9/7/21
Lessons From the Fig Tree
In the morning as they passed by, they saw the fig tree withered away to its roots. Then Peter remembered and said to him, “Rabbi, look! The fig tree that you cursed has withered.” Jesus answered them, “Have faith in God. Truly I tell you, if you say to this mountain, ‘Be taken up and thrown into the sea,’ and if you do not doubt in your heart, but believe that what you say will come to pass, it will be done for you. So I tell you, whatever you ask for in prayer, believe that you have received it, and it will be yours.”
Mark 11:20-24
This passage has made me cry more than any other section of Scripture. Jesus says that if you say something…if you pray something and you do not doubt and you really believe, it will happen. And yet I have prayed things earnestly and hopefully and full of belief that have not happened. I have prayed for healings for myself. I have prayed for healing for my son. I have prayed for marriages to be saved and bodies to be restored and lives to be transformed…and I have woken up the next day and found that the heart-rending circumstances were exactly the same as when I went to bed. That is not the worst part.
See…I believed. I hoped. I asked as earnestly as I knew how to ask and nothing happened. And now I want to know why…and there are no good answers.
· Pastors have told me that I didn’t believe…not really. I must have doubted God and so He did not perform the miracle. If I would only be less sinful and more pure, God would be able to move. It is my fault that God could not do a miracle and the remaining suffering is on my head.
· Non-believers have told me that Jesus is lying. Either He does not exist or He is impotent or He does not care and I am wasting my life trying to live up to an imaginary ideal that has no ability to change my world.
· Well-meaning believers have told me that I was simply asking for the wrong things. If my heart was truly aligned with God’s then I would want what He wanted and I would only ask for things that He was going to do anyway and so I would not waste everyone’s time by asking for things that I really care about, like my son’s health.
And so I am left with either God is a scam or I am too broken. And both those are painful realities to live in.
Then I think about when my own son asks me for things. Usually his requests come at night as I am sitting down next to his bed, watching his body twitch as he tries to fall asleep. When he wants something, do I wait for him to ask perfectly, using exactly the right words and voice inflection before I will respond to him? Of course not. Do I say “yes” or “no” to everything? Of course not. Most of the time I say, “We will see.” His desires constantly change. His capacity to receive new things is never certain and sometimes granted requests lead to tears and pain more than denials. So I do not promise that we will; I do not promise that we will not. What I promise is that I will be with him tomorrow and we will work through his request together.
What if God takes this approach with us? What if there are some times that God holds off giving us our hearts’ desires because He knows that we cannot hold anything else in our hands, good or bad? What if He knows that there are some times that we need to take a rest before we are given a new gift?
I tend to think of God sitting in a Board Room, reading memos that contain my requests and stamping them with “Approved” or “Denied.” What if instead He is sitting next to my bed at night as my mind races and my eyes won’t close…what if he leans forward to hear my panic and my fears and my requests? What if He answers all those things by simply promising that we will see what tomorrow holds and we will face it together?
A moment to reflect:
What do your kids ask for the most? What do you ask God for the most?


PROBLEM STATEMENT: Look through the entries below and show every line containing the word "will".

[Saved entries]
______

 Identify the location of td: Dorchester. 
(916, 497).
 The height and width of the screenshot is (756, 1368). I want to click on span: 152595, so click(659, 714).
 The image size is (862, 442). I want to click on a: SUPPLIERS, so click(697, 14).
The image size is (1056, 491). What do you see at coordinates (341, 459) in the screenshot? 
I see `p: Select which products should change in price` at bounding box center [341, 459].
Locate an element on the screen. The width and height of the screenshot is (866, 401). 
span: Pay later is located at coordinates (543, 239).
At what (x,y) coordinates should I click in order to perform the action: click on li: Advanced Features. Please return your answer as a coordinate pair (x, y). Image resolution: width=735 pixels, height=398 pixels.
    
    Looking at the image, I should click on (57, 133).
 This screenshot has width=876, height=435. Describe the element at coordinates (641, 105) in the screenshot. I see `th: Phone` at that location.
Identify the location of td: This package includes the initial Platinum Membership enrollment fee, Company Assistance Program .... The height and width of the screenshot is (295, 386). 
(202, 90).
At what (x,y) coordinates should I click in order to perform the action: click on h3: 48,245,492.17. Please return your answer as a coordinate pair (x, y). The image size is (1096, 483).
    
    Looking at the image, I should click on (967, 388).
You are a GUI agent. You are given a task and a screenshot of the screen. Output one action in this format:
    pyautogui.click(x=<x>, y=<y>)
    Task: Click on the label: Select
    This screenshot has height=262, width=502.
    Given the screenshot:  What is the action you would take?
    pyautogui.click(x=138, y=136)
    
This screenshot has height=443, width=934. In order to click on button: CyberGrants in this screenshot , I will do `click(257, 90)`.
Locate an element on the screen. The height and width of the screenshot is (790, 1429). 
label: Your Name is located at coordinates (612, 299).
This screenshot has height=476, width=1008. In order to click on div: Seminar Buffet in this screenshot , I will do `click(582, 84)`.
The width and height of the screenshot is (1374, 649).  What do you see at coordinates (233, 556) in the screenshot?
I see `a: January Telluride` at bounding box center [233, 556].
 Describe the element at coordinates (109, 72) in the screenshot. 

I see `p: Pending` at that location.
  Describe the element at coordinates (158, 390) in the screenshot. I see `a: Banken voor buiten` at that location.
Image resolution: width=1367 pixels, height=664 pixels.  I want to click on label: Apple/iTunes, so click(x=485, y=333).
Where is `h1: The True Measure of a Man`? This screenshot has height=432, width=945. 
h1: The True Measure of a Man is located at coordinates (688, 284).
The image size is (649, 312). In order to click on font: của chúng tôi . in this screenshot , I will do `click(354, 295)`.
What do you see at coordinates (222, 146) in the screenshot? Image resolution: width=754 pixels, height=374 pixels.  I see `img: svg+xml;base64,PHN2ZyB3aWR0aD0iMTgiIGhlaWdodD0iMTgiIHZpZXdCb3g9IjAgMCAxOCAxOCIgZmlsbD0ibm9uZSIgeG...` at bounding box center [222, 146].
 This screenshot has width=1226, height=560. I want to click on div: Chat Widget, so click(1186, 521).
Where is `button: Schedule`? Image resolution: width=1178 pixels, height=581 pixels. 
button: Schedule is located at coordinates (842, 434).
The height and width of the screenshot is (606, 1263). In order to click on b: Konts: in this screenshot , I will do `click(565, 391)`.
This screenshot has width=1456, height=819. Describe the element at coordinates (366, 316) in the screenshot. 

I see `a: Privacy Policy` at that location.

______

EXERCISE OUTPUT:
This screenshot has height=443, width=934. In order to click on button: CyberGrants in this screenshot , I will do `click(257, 90)`.
This screenshot has height=476, width=1008. In order to click on div: Seminar Buffet in this screenshot , I will do `click(582, 84)`.
The image size is (649, 312). In order to click on font: của chúng tôi . in this screenshot , I will do `click(354, 295)`.
The height and width of the screenshot is (606, 1263). In order to click on b: Konts: in this screenshot , I will do `click(565, 391)`.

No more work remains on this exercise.